Geoffrey Lamont Holder was born Aug. 1, 1930, in Port-of-Spain, Trinidad and Tobago. He described his father as a "salesman with brains" who encouraged his children's artistic interests.
Mr. Holder was 7 when he began dancing in a local troupe organized by his brother, and he was painting and designing costumes at an early age.
"At Carnival," he said in 1975, "every Trinidadian is a costume designer. I just grew up believing everybody could do everything."
Mr. Holder was leading a folk-dance troupe in the Virgin Islands in 1952 when choreographer Agnes DeMille met him and encouraged him to move to New York.
He appeared in the 1954 Broadway musical
House of Flowers, where he met dancer Carmen de Lavallade.
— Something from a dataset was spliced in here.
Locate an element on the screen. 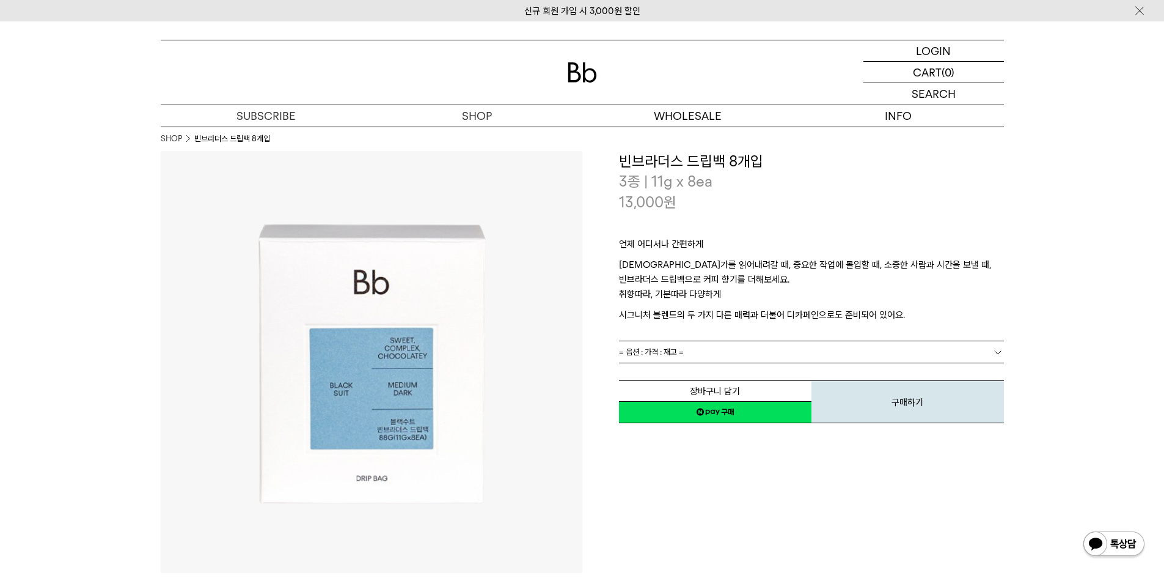 The height and width of the screenshot is (578, 1164). a: 신규 회원 가입 시 3,000원 할인 is located at coordinates (582, 11).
He proposed four days after they met, and they were married in 1955. She and a son, Leo Holder of New York, survive him.
Mr. Holder became a principal dancer in the ballet of the Metropolitan Opera in 1956, the same year he received a Guggenheim fellowship for painting. A year later, he acted in an all-black Broadway production of
Waiting for Godot while also choreographing a revival of the George and Ira Gershwin musical
Rosalie.
"You can't put a label on me, like a can of soup," Mr. Holder told the newspaper Newsday in 2007. "I know . . . I'm overwhelming."
Besides
Live and Let Die, he had film roles in
Doctor Dolittle (1967), Woody Allen's
Everything You Always Wanted to Know About Sex* But Were Afraid to Ask (1972),
Annie (1982) and the 1992 Eddie Murphy film *
Boomerang, in which he played a director of TV commercials.
"I'm no snob," Mr. Holder said about the dozens of commercials in which he appeared for 7Up and other products. "The commercial is an art form unto itself. After all, you are seducing people."
Carmen & Geoffrey, a documentary about Mr. Holder and his wife, who is still performing, was released in 2005.
"I walk through doors," Mr. Holder says in the film. "If I'm not wanted in a place, there's something wrong with the place, not with me."